Kelly O’Brien leads the Business Collaborative for Brain Health at UsAgainstAlzheimer’s, advancing brain health in workplaces and policy.
As AI, automation and hybrid work reshape the workplace, the premium on brain skills—focus, creativity, critical thinking—has never been higher. Yet just as cognitive demands intensify, brain-based conditions like depression, anxiety, migraines, ADHD and early cognitive decline are driving up costs and eroding productivity and innovation. I believe leaders that pay attention to the operating system that inspires AI—the human brain—will have a competitive edge. Here’s how:
Take a systems-level approach to wellness.
The good news is that employers are no longer limited to check-the-box wellness programs. Today’s leaders have access to data, neuroscience and AI-powered tools that can make brain health and brain skills both measurable and actionable. CEOs who embrace a systems-level approach to build brain capital—linking health, learning, work design and purpose—won’t just help mitigate risk; they can build more resilient, adaptive and high-performing organizations.
Over the decades, “wellbeing” programs have expanded—from a focus on safety to wellness to mental health and now to whole health. Today, it’s time for these efforts to evolve beyond human resources programs and become a strategic, organization-wide priority. Initiatives that lack strategic alignment, clinical integration or meaningful measurement rarely move the needle. Instead, let’s seek to reshape employer-sponsored care by putting brain health at the center of our strategy.
Use data to promote resilience and early intervention.
Emerging value-based primary care platforms are increasingly equipped to embed cognitive and emotional screening into routine workflows, enabling earlier identification of risk during voluntary, patient-driven encounters. Digital assessment tools like Neurotrack and Linus Health are making cognitive health more visible and actionable—when individuals opt in—while protecting privacy. Analytics platforms such as Merative can unify de-identified claims, well-being and productivity data to detect system-level trends and inform population health strategies. Diagnostic and treatment innovations—including emerging blood-based biomarkers, neurotech solutions and AI driven risk scores—may also bring prevention within reach.
Meanwhile, pilot programs involving Blue Ash Ventures’ Brain Health Matrix and the Center for Brain Health’s Brain Health Index are actively working to build the business case for brain resilience and skill-building strategies.
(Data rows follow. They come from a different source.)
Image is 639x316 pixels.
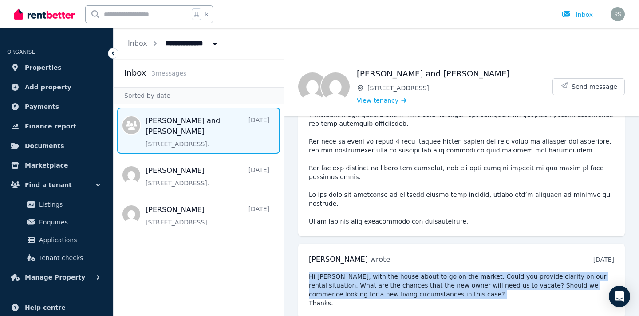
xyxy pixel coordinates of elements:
span: Tenant checks [39,252,99,263]
nav: Message list [114,104,284,235]
time: [DATE] [594,256,615,263]
a: [PERSON_NAME][DATE][STREET_ADDRESS]. [146,204,270,226]
span: Send message [572,82,618,91]
span: ORGANISE [7,49,35,55]
span: Find a tenant [25,179,72,190]
span: 3 message s [151,70,187,77]
a: Listings [11,195,103,213]
span: View tenancy [357,96,399,105]
span: [STREET_ADDRESS] [368,83,553,92]
span: Applications [39,234,99,245]
span: k [205,11,208,18]
a: Inbox [128,39,147,48]
a: Tenant checks [11,249,103,266]
button: Send message [553,79,625,95]
img: Asher Schlager [321,72,350,101]
span: Documents [25,140,64,151]
img: RentBetter [14,8,75,21]
a: Enquiries [11,213,103,231]
a: Marketplace [7,156,106,174]
a: [PERSON_NAME][DATE][STREET_ADDRESS]. [146,165,270,187]
div: Sorted by date [114,87,284,104]
a: Properties [7,59,106,76]
a: Payments [7,98,106,115]
a: [PERSON_NAME] and [PERSON_NAME][DATE][STREET_ADDRESS]. [146,115,270,148]
nav: Breadcrumb [114,28,234,59]
span: [PERSON_NAME] [309,255,368,263]
span: Add property [25,82,71,92]
span: Manage Property [25,272,85,282]
img: Rachel Sutton [611,7,625,21]
a: Finance report [7,117,106,135]
span: Enquiries [39,217,99,227]
img: Andrea Bowran [298,72,327,101]
pre: Hi [PERSON_NAME], with the house about to go on the market. Could you provide clarity on our rent... [309,272,615,307]
button: Find a tenant [7,176,106,194]
h1: [PERSON_NAME] and [PERSON_NAME] [357,67,553,80]
span: wrote [370,255,390,263]
h2: Inbox [124,67,146,79]
span: Marketplace [25,160,68,171]
a: Applications [11,231,103,249]
span: Listings [39,199,99,210]
a: View tenancy [357,96,407,105]
a: Add property [7,78,106,96]
span: Properties [25,62,62,73]
span: Finance report [25,121,76,131]
a: Documents [7,137,106,155]
div: Inbox [562,10,593,19]
span: Help centre [25,302,66,313]
button: Manage Property [7,268,106,286]
div: Open Intercom Messenger [609,286,631,307]
span: Payments [25,101,59,112]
Tools like the HERO Health and Well-being Best Practices Scorecard, developed in collaboration with Mercer, also provide strategic guidance for employers aiming to drive measurable impact.
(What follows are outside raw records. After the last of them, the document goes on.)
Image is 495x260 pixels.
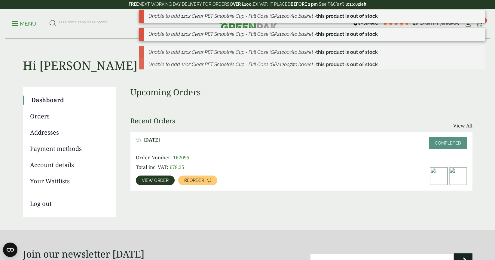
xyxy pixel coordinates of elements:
a: See T&C's [319,2,339,7]
span: left [360,2,367,7]
a: Menu [12,20,36,26]
span: 162095 [173,154,189,161]
em: Unable to add 12oz Clear PET Smoothie Cup - Full Case (GP212007) to basket - [149,13,316,19]
strong: this product is out of stock [316,62,378,67]
strong: this product is out of stock [316,13,378,19]
a: View order [136,176,175,185]
a: Orders [30,112,108,121]
h3: Recent Orders [131,117,175,125]
strong: FREE [129,2,139,7]
strong: OVER £100 [230,2,252,7]
span: 3:15:02 [346,2,360,7]
a: View All [454,122,473,129]
a: Dashboard [31,96,108,105]
strong: this product is out of stock [316,31,378,37]
span: Reorder [184,178,204,183]
em: Unable to add 12oz Clear PET Smoothie Cup - Full Case (GP212007) to basket - [149,49,316,55]
a: Your Waitlists [30,177,108,186]
a: Reorder [178,176,217,185]
span: Completed [435,141,461,146]
em: Unable to add 12oz Clear PET Smoothie Cup - Full Case (GP212007) to basket - [149,31,316,37]
a: Account details [30,161,108,170]
span: £ [170,164,172,171]
h3: Upcoming Orders [131,87,473,97]
em: Unable to add 12oz Clear PET Smoothie Cup - Full Case (GP212007) to basket - [149,62,316,67]
img: dsc_4133a_8-300x200.jpg [450,168,467,185]
h1: Hi [PERSON_NAME] [23,39,473,73]
a: Payment methods [30,144,108,153]
button: Open CMP widget [3,243,17,257]
span: [DATE] [143,137,160,143]
span: View order [142,178,169,183]
span: Total inc. VAT: [136,164,168,171]
span: Order Number: [136,154,172,161]
strong: this product is out of stock [316,49,378,55]
a: Addresses [30,128,108,137]
strong: BEFORE 2 pm [291,2,318,7]
bdi: 78.35 [170,164,184,171]
p: Menu [12,20,36,27]
img: 12oz-PET-Smoothie-Cup-with-Raspberry-Smoothie-no-lid-300x222.jpg [430,168,448,185]
a: Log out [30,193,108,208]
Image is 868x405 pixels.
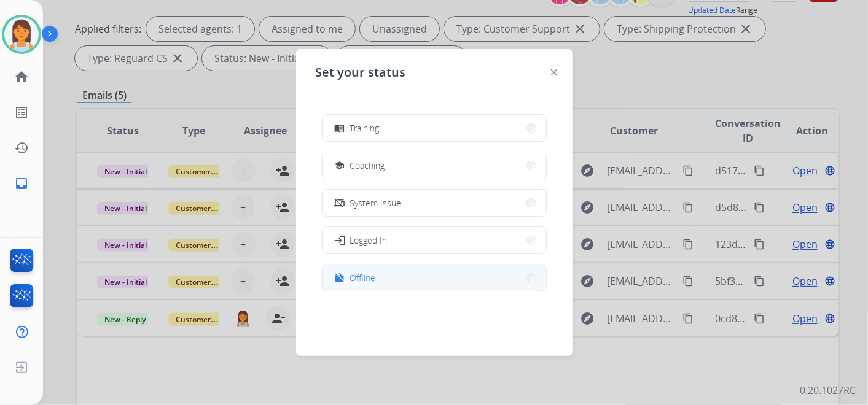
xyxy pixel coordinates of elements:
mat-icon: inbox [14,176,29,191]
mat-icon: history [14,140,29,156]
span: Training [350,122,380,135]
mat-icon: login [333,234,345,246]
mat-icon: menu_book [334,123,344,133]
span: Coaching [350,159,385,172]
mat-icon: home [14,69,29,84]
mat-icon: phonelink_off [334,198,344,208]
span: Logged In [350,234,387,247]
button: System Issue [322,189,546,216]
mat-icon: list_alt [14,105,29,120]
mat-icon: work_off [334,272,344,283]
span: Offline [350,272,376,284]
button: Training [322,115,546,141]
img: avatar [4,17,39,52]
img: close-button [551,69,557,75]
mat-icon: school [334,160,344,171]
button: Coaching [322,152,546,178]
button: Offline [322,265,546,291]
button: Logged In [322,227,546,254]
p: 0.20.1027RC [800,383,856,398]
span: Set your status [316,64,406,81]
span: System Issue [350,196,402,209]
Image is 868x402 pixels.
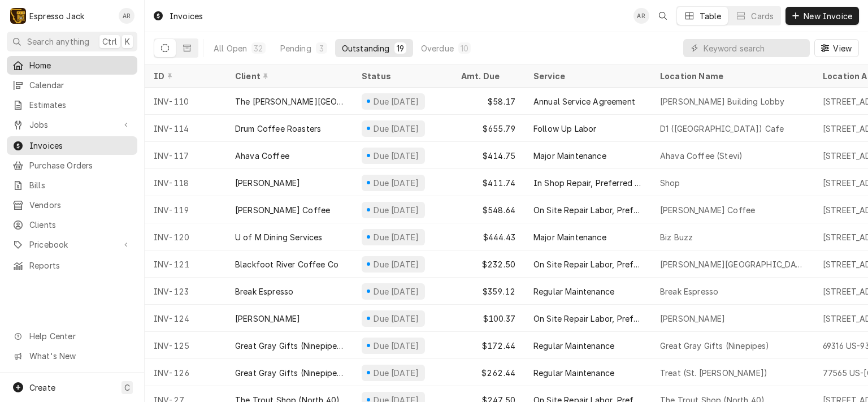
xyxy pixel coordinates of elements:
[533,177,642,189] div: In Shop Repair, Preferred Rate
[660,340,769,352] div: Great Gray Gifts (Ninepipes)
[660,205,755,216] div: [PERSON_NAME] Coffee
[397,42,404,55] div: 19
[235,70,342,82] div: Client
[533,70,639,82] div: Service
[831,42,854,55] span: View
[373,367,420,379] div: Due [DATE]
[373,177,420,189] div: Due [DATE]
[373,286,420,297] div: Due [DATE]
[102,36,117,48] span: Ctrl
[373,313,420,325] div: Due [DATE]
[660,123,784,134] div: D1 ([GEOGRAPHIC_DATA]) Cafe
[421,42,454,55] div: Overdue
[461,70,513,82] div: Amt. Due
[30,239,115,251] span: Pricebook
[785,7,859,25] button: New Invoice
[362,70,441,82] div: Status
[533,231,607,244] div: Major Maintenance
[461,42,469,55] div: 10
[30,199,132,211] span: Vendors
[373,340,420,352] div: Due [DATE]
[703,39,804,57] input: Keyword search
[214,42,247,55] div: All Open
[7,347,137,365] a: Go to What's New
[30,59,132,71] span: Home
[235,367,344,379] div: Great Gray Gifts (Ninepipes Lodge)
[452,87,525,115] div: $58.17
[7,76,137,94] a: Calendar
[27,36,89,48] span: Search anything
[30,383,55,393] span: Create
[533,205,642,216] div: On Site Repair Labor, Prefered Rate, Regular Hours
[452,169,525,196] div: $411.74
[30,260,132,272] span: Reports
[533,258,642,270] div: On Site Repair Labor, Prefered Rate, Regular Hours
[145,278,226,305] div: INV-123
[533,286,615,297] div: Regular Maintenance
[30,159,132,172] span: Purchase Orders
[30,119,115,130] span: Jobs
[751,10,774,22] div: Cards
[145,142,226,169] div: INV-117
[7,137,137,155] a: Invoices
[373,231,420,244] div: Due [DATE]
[660,313,725,325] div: [PERSON_NAME]
[533,123,597,134] div: Follow Up Labor
[373,258,420,270] div: Due [DATE]
[373,205,420,216] div: Due [DATE]
[533,313,642,325] div: On Site Repair Labor, Prefered Rate, Regular Hours
[30,10,84,22] div: Espresso Jack
[660,70,802,82] div: Location Name
[452,142,525,169] div: $414.75
[633,8,650,23] div: AR
[660,150,742,162] div: Ahava Coffee (Stevi)
[373,123,420,134] div: Due [DATE]
[7,176,137,194] a: Bills
[30,140,132,151] span: Invoices
[10,8,26,23] div: Espresso Jack's Avatar
[342,42,390,55] div: Outstanding
[119,8,134,23] div: AR
[654,7,672,25] button: Open search
[10,8,26,23] div: E
[145,196,226,223] div: INV-119
[660,95,785,108] div: [PERSON_NAME] Building Lobby
[700,10,721,22] div: Table
[235,258,338,270] div: Blackfoot River Coffee Co
[145,115,226,142] div: INV-114
[235,286,293,297] div: Break Espresso
[533,150,607,162] div: Major Maintenance
[452,332,525,359] div: $172.44
[30,330,130,342] span: Help Center
[145,332,226,359] div: INV-125
[452,278,525,305] div: $359.12
[145,223,226,251] div: INV-120
[235,313,300,325] div: [PERSON_NAME]
[660,231,693,244] div: Biz Buzz
[660,367,767,379] div: Treat (St. [PERSON_NAME])
[7,32,137,52] button: Search anythingCtrlK
[7,327,137,346] a: Go to Help Center
[154,70,214,82] div: ID
[280,42,311,55] div: Pending
[452,251,525,278] div: $232.50
[452,305,525,332] div: $100.37
[633,8,650,23] div: Allan Ross's Avatar
[318,42,325,55] div: 3
[235,177,300,189] div: [PERSON_NAME]
[7,56,137,75] a: Home
[30,219,132,231] span: Clients
[235,231,323,244] div: U of M Dining Services
[7,156,137,175] a: Purchase Orders
[119,8,134,23] div: Allan Ross's Avatar
[660,286,718,297] div: Break Espresso
[373,95,420,108] div: Due [DATE]
[235,95,344,108] div: The [PERSON_NAME][GEOGRAPHIC_DATA]
[7,116,137,134] a: Go to Jobs
[145,87,226,115] div: INV-110
[452,359,525,386] div: $262.44
[533,340,615,352] div: Regular Maintenance
[7,95,137,114] a: Estimates
[235,205,330,216] div: [PERSON_NAME] Coffee
[235,340,344,352] div: Great Gray Gifts (Ninepipes Lodge)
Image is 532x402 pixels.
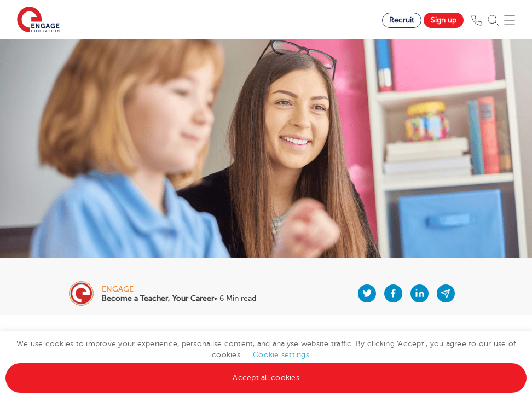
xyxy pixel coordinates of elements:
[102,295,214,303] b: Become a Teacher, Your Career
[389,16,414,24] span: Recruit
[424,13,463,28] a: Sign up
[102,295,256,303] p: • 6 Min read
[5,340,527,382] span: We use cookies to improve your experience, personalise content, and analyse website traffic. By c...
[488,15,499,26] img: Search
[472,15,482,26] img: Phone
[382,13,421,28] a: Recruit
[17,7,60,34] img: Engage Education
[504,15,515,26] img: Mobile Menu
[253,350,309,359] a: Cookie settings
[102,286,256,293] div: engage
[5,363,527,393] a: Accept all cookies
Integrate your findings to maximize impact.
What once lived in a silo can now live in a system. Employers can embed brain health into benefits design, offer targeted support to high-risk populations like caregivers and employees with comorbidities and create cognitively supportive environments—think protected focus time, reduced meeting overload and better collaboration. They can build “brain capital dashboards” that map cognitive strengths across roles and use adaptive learning platforms to develop brain-based skills like attention, creativity and agility. This is not about perks—it’s about performance.
Data backs this up. Targeted programs for at-risk groups can often yield two to three times the initial investment in savings. Culture-driven initiatives, like psychological safety and leadership modeling, often outperform transactional efforts. Employers embedding collaborative care‑style services that combine fast access, measurement-based care, referrals, coaching and outreach consistently lead to better clinical outcomes, reduced medical costs and improved employee engagement.
The shift toward Wellbeing 5.0 is already underway. It puts brain health at the core, leverages AI for personalized precision, integrates support into the rhythm of work and uses data for prevention. It aligns human performance with purpose, belonging and inclusion, which is especially critical as we navigate the hybrid era and workforce transformation. In this model, wellbeing isn’t a sideline—it’s a strategy.
Investing in brain health isn’t just about doing the right thing, or simply a recruitment and retention strategy. It’s about protecting and unlocking your most valuable competitive advantage: human intelligence. In a world increasingly defined by machines, it’s the quality of human cognition—our capacity to learn, adapt, create and lead—that will determine which organizations thrive. CEOs who understand this, and act on it, won’t just build brain-smart companies. They’ll build future-ready ones.